Defense lawyers for Guantanamo detainees asked the judge in the military tribunal on Friday to suspend pretrial hearings as mysterious computer glitches are just the latest technological setbacks to complicate the legal proceedings.
Defense lawyers for Guantanamo detainees asked the military
tribunal judge to suspend pretrial hearings as mysterious
computer glitches have made their job a ‘hot mess’ forcing some
of them to draft motions with pen and paper.
“We’re basically put back in the 19th century,” Army Major
Jason Wright, who represents the alleged mastermind of the
terrorist attacks, Khalid Sheik Mohammed, said on Friday, as
quoted by Reuters. “It takes about five to 10 times what it
would normally take to do defense functions.”
Defense lawyers for five Guantanamo detainees said email
correspondences they sent were never received, investigative
records that took years to compile had disappeared and external
monitors were unable to access their internet searches. Even the
prosecuting and defense teams had been given access to each
other’s files.
The technical problems had started earlier in the year but by
April they had become so severe that the chief defense counsel,
Air Force Colonel Karen Mayberry, ordered defense lawyers not to
use their Pentagon computers for any confidential casework.
The situation became so dire that when Pentagon officials wished
to convey messages to legal advisors in other cities, they had to
place the sensitive data onto external drives, head to Starbucks
and file them via Wi-Fi using their personal computers and
personal email accounts, Wright revealed.
Defense attorney James Harrington, who represents Yemeni prisoner
Ramzi bin al Shibh, said he had been forced to draft motions with
pen and paper.
Another defense attorney for Mohammed, David Nevin, commented:
“In this day and age you cannot practice law this way.”

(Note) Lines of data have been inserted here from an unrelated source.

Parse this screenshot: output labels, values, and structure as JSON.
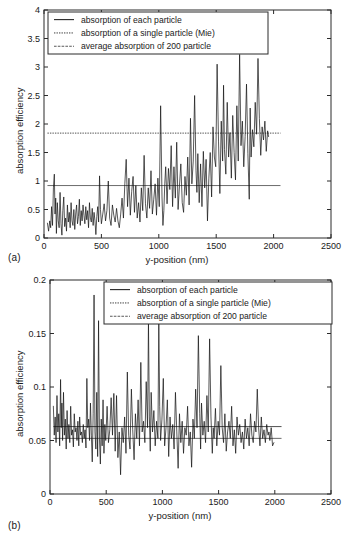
{
  "figure": {
    "panels": [
      {
        "tag": "(a)",
        "xlabel": "y-position (nm)",
        "ylabel": "absorption efficiency"
      },
      {
        "tag": "(b)",
        "xlabel": "y-position (nm)",
        "ylabel": "absorption efficiency"
      }
    ],
    "legend_entries": [
      "absorption of each particle",
      "absorption of a single particle (Mie)",
      "average absorption of 200 particle"
    ]
  },
  "chart_data": [
    {
      "type": "line",
      "panel": "(a)",
      "title": "",
      "xlabel": "y-position (nm)",
      "ylabel": "absorption efficiency",
      "xlim": [
        0,
        2500
      ],
      "ylim": [
        0,
        4
      ],
      "xticks": [
        0,
        500,
        1000,
        1500,
        2000,
        2500
      ],
      "xtick_labels": [
        "0",
        "500",
        "1000",
        "1500",
        "2000",
        "2500"
      ],
      "yticks": [
        0,
        0.5,
        1,
        1.5,
        2,
        2.5,
        3,
        3.5,
        4
      ],
      "ytick_labels": [
        "0",
        "0.5",
        "1",
        "1.5",
        "2",
        "2.5",
        "3",
        "3.5",
        "4"
      ],
      "grid": false,
      "legend_position": "upper-left-inside",
      "legend": [
        "absorption of each particle",
        "absorption of a single particle (Mie)",
        "average absorption of 200 particle"
      ],
      "reference_lines": [
        {
          "name": "absorption of a single particle (Mie)",
          "style": "dotted",
          "y": 1.84,
          "x_start": 30,
          "x_end": 2060
        },
        {
          "name": "average absorption of 200 particle",
          "style": "solid",
          "y": 0.92,
          "x_start": 30,
          "x_end": 2060
        }
      ],
      "series": [
        {
          "name": "absorption of each particle",
          "x": [
            30,
            40,
            50,
            58,
            66,
            74,
            82,
            90,
            96,
            102,
            108,
            116,
            124,
            132,
            140,
            148,
            156,
            164,
            172,
            180,
            188,
            196,
            204,
            212,
            220,
            228,
            236,
            244,
            252,
            260,
            268,
            276,
            284,
            292,
            300,
            308,
            316,
            324,
            332,
            340,
            348,
            356,
            364,
            372,
            380,
            388,
            396,
            404,
            412,
            420,
            428,
            436,
            444,
            452,
            460,
            468,
            476,
            484,
            492,
            500,
            512,
            524,
            536,
            548,
            560,
            572,
            584,
            596,
            608,
            620,
            632,
            644,
            656,
            668,
            680,
            692,
            704,
            716,
            728,
            740,
            752,
            764,
            776,
            788,
            800,
            812,
            824,
            836,
            848,
            860,
            872,
            884,
            896,
            908,
            920,
            932,
            944,
            956,
            968,
            980,
            992,
            1004,
            1016,
            1028,
            1036,
            1044,
            1052,
            1060,
            1072,
            1084,
            1096,
            1108,
            1120,
            1132,
            1144,
            1156,
            1168,
            1180,
            1192,
            1204,
            1216,
            1228,
            1240,
            1252,
            1264,
            1276,
            1288,
            1300,
            1312,
            1324,
            1332,
            1340,
            1352,
            1364,
            1376,
            1388,
            1400,
            1412,
            1424,
            1436,
            1448,
            1460,
            1472,
            1484,
            1496,
            1508,
            1520,
            1532,
            1544,
            1556,
            1564,
            1572,
            1584,
            1596,
            1608,
            1620,
            1632,
            1644,
            1656,
            1668,
            1680,
            1692,
            1704,
            1716,
            1728,
            1740,
            1752,
            1764,
            1776,
            1788,
            1796,
            1804,
            1816,
            1828,
            1840,
            1852,
            1864,
            1876,
            1888,
            1900,
            1912,
            1924,
            1936,
            1948,
            1956,
            1964,
            1976,
            1988,
            2000,
            2012,
            2024,
            2036,
            2048
          ],
          "y": [
            0.26,
            0.12,
            0.3,
            0.18,
            0.55,
            0.22,
            0.88,
            1.12,
            0.42,
            0.7,
            0.08,
            0.62,
            0.3,
            0.18,
            0.8,
            0.25,
            0.05,
            0.48,
            0.72,
            0.2,
            0.35,
            0.12,
            0.58,
            0.28,
            0.45,
            0.18,
            0.62,
            0.3,
            0.22,
            0.5,
            0.15,
            0.42,
            0.58,
            0.25,
            0.38,
            0.68,
            0.22,
            0.48,
            0.3,
            0.58,
            0.4,
            0.25,
            0.55,
            0.32,
            0.48,
            0.18,
            0.62,
            0.35,
            0.28,
            0.52,
            0.22,
            0.45,
            0.3,
            0.06,
            0.38,
            0.55,
            0.28,
            1.09,
            0.5,
            0.25,
            0.42,
            0.6,
            0.3,
            0.48,
            1.0,
            0.35,
            0.22,
            0.58,
            0.4,
            0.28,
            0.52,
            0.3,
            0.18,
            0.42,
            0.7,
            0.35,
            0.95,
            1.38,
            0.55,
            1.05,
            0.4,
            0.82,
            1.08,
            0.45,
            0.92,
            0.35,
            0.62,
            0.28,
            0.88,
            0.48,
            1.45,
            0.6,
            0.35,
            0.88,
            0.52,
            1.18,
            0.42,
            0.68,
            0.95,
            0.4,
            1.05,
            0.55,
            2.32,
            0.72,
            0.22,
            0.48,
            0.95,
            1.25,
            0.6,
            1.22,
            0.85,
            1.62,
            0.55,
            1.25,
            0.7,
            1.68,
            0.5,
            0.92,
            1.3,
            0.62,
            0.45,
            1.08,
            0.75,
            1.42,
            0.58,
            2.1,
            0.95,
            1.35,
            2.5,
            1.18,
            0.8,
            1.48,
            0.62,
            1.3,
            0.55,
            1.52,
            0.88,
            1.38,
            0.3,
            1.05,
            1.5,
            0.72,
            1.95,
            1.42,
            1.25,
            3.05,
            1.7,
            0.78,
            2.05,
            1.35,
            2.68,
            1.55,
            1.12,
            2.38,
            1.42,
            1.85,
            1.05,
            2.15,
            1.5,
            1.02,
            2.32,
            1.35,
            3.22,
            1.62,
            2.05,
            1.25,
            1.78,
            2.7,
            1.48,
            0.68,
            2.28,
            1.42,
            1.9,
            1.6,
            2.38,
            1.82,
            3.15,
            2.1,
            1.45,
            1.95,
            1.72,
            2.05,
            1.52,
            1.88,
            1.78
          ]
        }
      ]
    },
    {
      "type": "line",
      "panel": "(b)",
      "title": "",
      "xlabel": "y-position (nm)",
      "ylabel": "absorption efficiency",
      "xlim": [
        0,
        2500
      ],
      "ylim": [
        0,
        0.2
      ],
      "xticks": [
        0,
        500,
        1000,
        1500,
        2000,
        2500
      ],
      "xtick_labels": [
        "0",
        "500",
        "1000",
        "1500",
        "2000",
        "2500"
      ],
      "yticks": [
        0,
        0.05,
        0.1,
        0.15,
        0.2
      ],
      "ytick_labels": [
        "0",
        "0.05",
        "0.1",
        "0.15",
        "0.2"
      ],
      "grid": false,
      "legend_position": "upper-center-inside",
      "legend": [
        "absorption of each particle",
        "absorption of a single particle (Mie)",
        "average absorption of 200 particle"
      ],
      "reference_lines": [
        {
          "name": "absorption of a single particle (Mie)",
          "style": "solid",
          "y": 0.063,
          "x_start": 30,
          "x_end": 2060
        },
        {
          "name": "average absorption of 200 particle",
          "style": "solid",
          "y": 0.052,
          "x_start": 30,
          "x_end": 2060
        }
      ],
      "series": [
        {
          "name": "absorption of each particle",
          "x": [
            30,
            38,
            46,
            54,
            62,
            70,
            78,
            86,
            94,
            100,
            106,
            112,
            120,
            128,
            136,
            144,
            152,
            160,
            168,
            176,
            184,
            192,
            200,
            208,
            216,
            224,
            232,
            240,
            248,
            256,
            264,
            272,
            280,
            288,
            296,
            304,
            312,
            320,
            328,
            336,
            344,
            352,
            360,
            368,
            376,
            384,
            392,
            400,
            408,
            416,
            424,
            432,
            440,
            448,
            456,
            464,
            472,
            480,
            488,
            496,
            508,
            520,
            532,
            544,
            556,
            568,
            580,
            592,
            604,
            616,
            628,
            640,
            652,
            664,
            676,
            688,
            700,
            712,
            724,
            736,
            748,
            760,
            772,
            784,
            796,
            808,
            820,
            832,
            844,
            856,
            868,
            876,
            884,
            892,
            900,
            912,
            924,
            936,
            948,
            960,
            968,
            976,
            984,
            996,
            1008,
            1020,
            1032,
            1044,
            1056,
            1068,
            1080,
            1092,
            1104,
            1116,
            1128,
            1140,
            1152,
            1164,
            1176,
            1188,
            1200,
            1212,
            1224,
            1236,
            1248,
            1260,
            1272,
            1284,
            1296,
            1308,
            1320,
            1332,
            1340,
            1348,
            1360,
            1372,
            1384,
            1396,
            1408,
            1420,
            1432,
            1444,
            1452,
            1460,
            1472,
            1484,
            1496,
            1508,
            1520,
            1532,
            1544,
            1556,
            1568,
            1580,
            1592,
            1604,
            1616,
            1628,
            1640,
            1652,
            1664,
            1676,
            1688,
            1700,
            1712,
            1724,
            1736,
            1748,
            1760,
            1772,
            1784,
            1796,
            1808,
            1820,
            1832,
            1844,
            1856,
            1868,
            1880,
            1892,
            1904,
            1916,
            1928,
            1940,
            1948,
            1956,
            1968,
            1980,
            1992,
            2004,
            2016,
            2028,
            2040,
            2050
          ],
          "y": [
            0.082,
            0.055,
            0.072,
            0.048,
            0.092,
            0.058,
            0.075,
            0.045,
            0.107,
            0.062,
            0.085,
            0.05,
            0.095,
            0.055,
            0.07,
            0.042,
            0.078,
            0.052,
            0.065,
            0.048,
            0.082,
            0.055,
            0.06,
            0.044,
            0.075,
            0.058,
            0.062,
            0.05,
            0.068,
            0.045,
            0.072,
            0.055,
            0.058,
            0.048,
            0.065,
            0.052,
            0.06,
            0.043,
            0.108,
            0.062,
            0.07,
            0.05,
            0.085,
            0.055,
            0.03,
            0.075,
            0.186,
            0.058,
            0.042,
            0.095,
            0.035,
            0.162,
            0.052,
            0.028,
            0.07,
            0.045,
            0.088,
            0.038,
            0.065,
            0.05,
            0.082,
            0.048,
            0.06,
            0.09,
            0.055,
            0.094,
            0.04,
            0.092,
            0.034,
            0.058,
            0.018,
            0.062,
            0.048,
            0.072,
            0.038,
            0.114,
            0.055,
            0.042,
            0.098,
            0.06,
            0.032,
            0.075,
            0.052,
            0.088,
            0.045,
            0.123,
            0.058,
            0.068,
            0.048,
            0.105,
            0.062,
            0.162,
            0.072,
            0.04,
            0.095,
            0.058,
            0.078,
            0.045,
            0.068,
            0.052,
            0.16,
            0.082,
            0.05,
            0.07,
            0.108,
            0.045,
            0.062,
            0.088,
            0.035,
            0.072,
            0.052,
            0.065,
            0.042,
            0.095,
            0.058,
            0.024,
            0.075,
            0.048,
            0.068,
            0.038,
            0.062,
            0.055,
            0.082,
            0.045,
            0.058,
            0.025,
            0.07,
            0.052,
            0.098,
            0.062,
            0.148,
            0.075,
            0.042,
            0.085,
            0.055,
            0.068,
            0.048,
            0.092,
            0.058,
            0.145,
            0.072,
            0.038,
            0.062,
            0.052,
            0.08,
            0.045,
            0.068,
            0.055,
            0.12,
            0.062,
            0.048,
            0.075,
            0.04,
            0.058,
            0.068,
            0.052,
            0.082,
            0.045,
            0.06,
            0.038,
            0.072,
            0.055,
            0.065,
            0.048,
            0.058,
            0.042,
            0.07,
            0.052,
            0.062,
            0.045,
            0.075,
            0.055,
            0.048,
            0.068,
            0.058,
            0.098,
            0.062,
            0.045,
            0.072,
            0.052,
            0.06,
            0.048,
            0.065,
            0.055,
            0.058,
            0.05,
            0.062,
            0.045,
            0.048
          ]
        }
      ]
    }
  ]
}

He said the chief of staff for the Pentagon official overseeing
the military tribunals issued her judgment during a conference
call on Thursday, declaring: “This is a hot mess.”
Pentagon technical personnel have said it would take “up to
111 days” to fix the glitches once a contract was signed and
money allocated, and that it was doubtful the work could be
finished before the start of 2014.
The judge, Army Colonel James Pohl, said he would give the matter
further consideration at a pretrial hearing scheduled to start on
Sept. 16 and decide then whether to cancel hearings scheduled for
October, November, December and January.
“I understand the serious nature of being able to communicate
as a defense counsel,” the judge said.
This is not the first time that the maximum-security tribunal has
suffered from ‘ghosts in the machinery.’
Judge Pohl in January convened an emergency meeting after it was
discovered that some outside source was cutting the audio feed
when particular subjects in the trial were being discussed.
The judge stated he was not happy with this interference and
added that he would like some clarification on “who turns that
light on or off.”
“It’s a ‘whoa moment’ for the court,” Human Rights Watch
observer Laura Pitter said in January, as quoted by the Miami
Herald. “Even the judge doesn’t know that someone else has
control over the censorship button?”
The five defendants are accused of training and funding the
hijackers who allegedly crashed four commercial jets into the
North and South Towers of the World Trade Center, the Pentagon
and a field in Pennsylvania on Sept. 11, 2001, killing nearly
3,000 people.
The Obama administration has backed down on its promise to close
Gitmo and give the detainees civil trials on US territory in the
face of extreme Republican pressure.